Self Cancellation – Asymptotic Freedom / Feedback Wire Drawing
Benedict Drew John Butcher
John Butcher plays and manipulates a feeding back saxophone. Benedict Drew on electronics, broken cables and standing waves.
Arika have been creating events since 2001. The Archive is space to share the documentation of our work, over 600 events from the past 20 years. Browse the archive by event, artists and collections, explore using theme pairs, or use the index for a comprehensive overview.
John Butcher plays and manipulates a feeding back saxophone. Benedict Drew on electronics, broken cables and standing waves.
Each film in this programme celebrates process; the decay of emulsion, the properties of dust and dirt, the manipulation of time. Post the dawn of the digital age, we reflect on our love of the film form, celluloid as an object, a medium and a physical entity.
Three documentary films exploring diverse realities of sex workers around the world followed by a closing ceremony of the festival.
The first of two short film programmes featuring works that blur the boundaries between music and film from artists who cross and redefine those long held divisions. This programme focuses on the forebearers of filmic and musical innovation over the last 70 years.
A drone installation populated by flourescent strip lights working in complicity with analogue radios – “all the lights just do their thing”.
An informal conversation, over breakfast, about how abolition and movement work structures Mijke and Nat’s approach to transfeminism, ahead of their new book Trans Femme Futures.
Thirty lucky Instal punters experience Kylie’s pre-match aggro workout one-on-one in the darkness of an Arches dressing room.
African American history, avant-garde jazz riffs and activism intertwine in experimental verse of extraordinary and affecting beauty that has to be heard.
An introduction to gender and embodiment for cisgender folk (i.e. those whose experience aligns with their assigned gender). This will look at the ways our embodied experiences are shaped by our gender, and explore what it means to support trans siblings in practice. This session will be led by Tripod.
A kind of audience activating, structured film guessing game in the manipulation of time, sound and image. “At 11:15, weiners. At 21:05, pornography. At 23:30, a duet. Watch the Clock.”
Like walking through the abstracted amalgamation of 30 or so storms, trays of water shaken by thunder, light bouncing off pools.
A recently reanimated Ascension, with mighty Leeds drum hero Paul Hession bringing a dense polyrhythmic torrent into play with Jaworzyn’s reinvigorated piercing guitar.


Problem to solve
Write out every record below exactly as it stands, leaving the pictures out.

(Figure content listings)

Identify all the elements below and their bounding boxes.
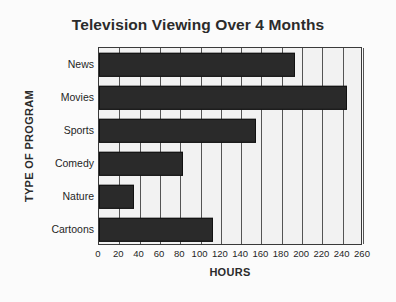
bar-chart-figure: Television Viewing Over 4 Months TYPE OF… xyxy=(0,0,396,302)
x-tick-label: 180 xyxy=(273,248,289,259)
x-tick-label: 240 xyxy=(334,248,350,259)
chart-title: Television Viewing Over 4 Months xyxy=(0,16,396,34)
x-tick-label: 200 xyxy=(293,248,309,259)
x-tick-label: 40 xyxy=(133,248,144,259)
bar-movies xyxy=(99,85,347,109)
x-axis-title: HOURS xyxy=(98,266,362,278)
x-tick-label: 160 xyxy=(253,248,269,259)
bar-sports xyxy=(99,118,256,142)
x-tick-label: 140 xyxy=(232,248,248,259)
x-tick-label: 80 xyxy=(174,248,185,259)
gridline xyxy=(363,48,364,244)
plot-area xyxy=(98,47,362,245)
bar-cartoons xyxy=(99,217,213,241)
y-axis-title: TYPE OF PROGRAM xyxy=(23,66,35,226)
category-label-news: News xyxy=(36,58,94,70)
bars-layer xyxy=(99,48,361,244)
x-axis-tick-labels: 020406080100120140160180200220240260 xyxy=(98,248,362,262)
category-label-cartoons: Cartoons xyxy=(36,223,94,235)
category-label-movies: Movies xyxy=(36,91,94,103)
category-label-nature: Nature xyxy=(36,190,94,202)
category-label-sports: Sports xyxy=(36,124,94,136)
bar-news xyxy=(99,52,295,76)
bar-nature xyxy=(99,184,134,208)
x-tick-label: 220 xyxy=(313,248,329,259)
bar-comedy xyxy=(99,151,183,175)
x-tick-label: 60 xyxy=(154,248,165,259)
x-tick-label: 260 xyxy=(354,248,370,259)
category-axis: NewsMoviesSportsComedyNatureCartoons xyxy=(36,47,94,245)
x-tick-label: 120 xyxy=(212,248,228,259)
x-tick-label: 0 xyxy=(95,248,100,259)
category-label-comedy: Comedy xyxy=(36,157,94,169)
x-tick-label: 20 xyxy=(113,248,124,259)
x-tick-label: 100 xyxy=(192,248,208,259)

Written solution
Identify all the elements below and their bounding boxes.
bar-chart-figure: Television Viewing Over 4 Months TYPE OF… xyxy=(0,0,396,302)
x-tick-label: 180 xyxy=(273,248,289,259)
x-tick-label: 240 xyxy=(334,248,350,259)
chart-title: Television Viewing Over 4 Months xyxy=(0,16,396,34)
x-tick-label: 200 xyxy=(293,248,309,259)
x-tick-label: 40 xyxy=(133,248,144,259)
bar-movies xyxy=(99,85,347,109)
x-axis-title: HOURS xyxy=(98,266,362,278)
x-tick-label: 160 xyxy=(253,248,269,259)
bar-sports xyxy=(99,118,256,142)
x-tick-label: 140 xyxy=(232,248,248,259)
x-tick-label: 80 xyxy=(174,248,185,259)
gridline xyxy=(363,48,364,244)
plot-area xyxy=(98,47,362,245)
bar-cartoons xyxy=(99,217,213,241)
y-axis-title: TYPE OF PROGRAM xyxy=(23,66,35,226)
category-label-news: News xyxy=(36,58,94,70)
bars-layer xyxy=(99,48,361,244)
x-axis-tick-labels: 020406080100120140160180200220240260 xyxy=(98,248,362,262)
category-label-cartoons: Cartoons xyxy=(36,223,94,235)
category-label-movies: Movies xyxy=(36,91,94,103)
category-label-nature: Nature xyxy=(36,190,94,202)
category-label-sports: Sports xyxy=(36,124,94,136)
bar-news xyxy=(99,52,295,76)
bar-nature xyxy=(99,184,134,208)
x-tick-label: 220 xyxy=(313,248,329,259)
bar-comedy xyxy=(99,151,183,175)
x-tick-label: 60 xyxy=(154,248,165,259)
x-tick-label: 260 xyxy=(354,248,370,259)
category-axis: NewsMoviesSportsComedyNatureCartoons xyxy=(36,47,94,245)
x-tick-label: 120 xyxy=(212,248,228,259)
x-tick-label: 0 xyxy=(95,248,100,259)
category-label-comedy: Comedy xyxy=(36,157,94,169)
x-tick-label: 20 xyxy=(113,248,124,259)
x-tick-label: 100 xyxy=(192,248,208,259)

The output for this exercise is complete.